By Serena Solomon
DNAinfo Reporter/Producer
UPPER WEST SIDE — How different it would be to see the neighborhood through the eyes of photographer Renay Elle Morris.
While stunning buildings, like the Apthorp on West 78th Street and West End Avenue, would appear even grander through her lens, what about the average and mundane, like the popular grocery store Zabar's or a stroll along Broadway?
"When you work as a photographer, for me it's important to go beyond what is obvious," said Morris, who lives on the Upper West Side. "I personally don't think people take time to really look at that."
Morris left for Paris this week after being selected to showcase her work in the prominent Galerie Adler as part of an exhibition of international artists featuring photos of women taken by women.
Wherever she travels in the world, Morris — who has a background in advertising and marketing — focuses on injecting wonder into whatever captures her eye.

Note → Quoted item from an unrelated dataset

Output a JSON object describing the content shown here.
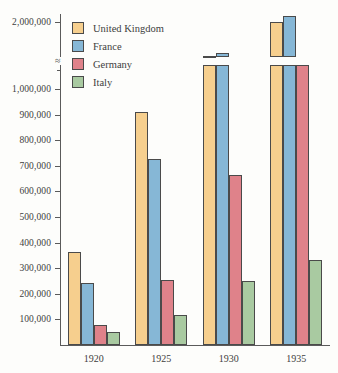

The dreamy essence of her images sheds new light on exotic locales around the world, from Albania to Argentina, often because she concentrates on less-glamorous subjects. Using her advertising experience, Morris also digitally manipulates her photos to amplify whatever message she is trying to communicate.
"Sometimes you can surprise yourself by bringing your own aesthetics to an already existing image and taking that to another level," she said
In one of her signature photo essays, titled “Women of Influence,” Morris makes the point through her photos that women are often portrayed as provocateurs in the media. In one photo, she was simply walking past the image of a woman painted on banner outside a museum in Paris, and was struck by the contrast of sky against the banner and building.
"I felt I needed to capture that because, again, I think that most often we come across these images, which are beautiful, and just walk on," she said.
Then, Morris noticed the woman on the banner appeared to be cuddling up to the building.
"I felt that I wanted to make her even more prominent, so I worked a little magic," she said.
That “magic” involved manipulating the image so that it looked like there was a curve in the line of the banner and building — making the woman and the museum appear as if they could be lovers canoodling on the grass under a striking sky.

As an artist living on the Upper West Side, Morris's creativity is fueled by the vibrancy of the neighborhood.
"I love the energy and the spirit and the community, the people," said the photographer, who also wrote an art column in the ’70s for a now-defunct neighborhood newspaper. "The Upper West Side is like a delicate balance of New York style with European class."
But Morris is equally fascinated with the commonplace features of her neighborhood, like that popular grocer she visits for her daily iced coffee.
"I love Zabar's,” she said with a laugh.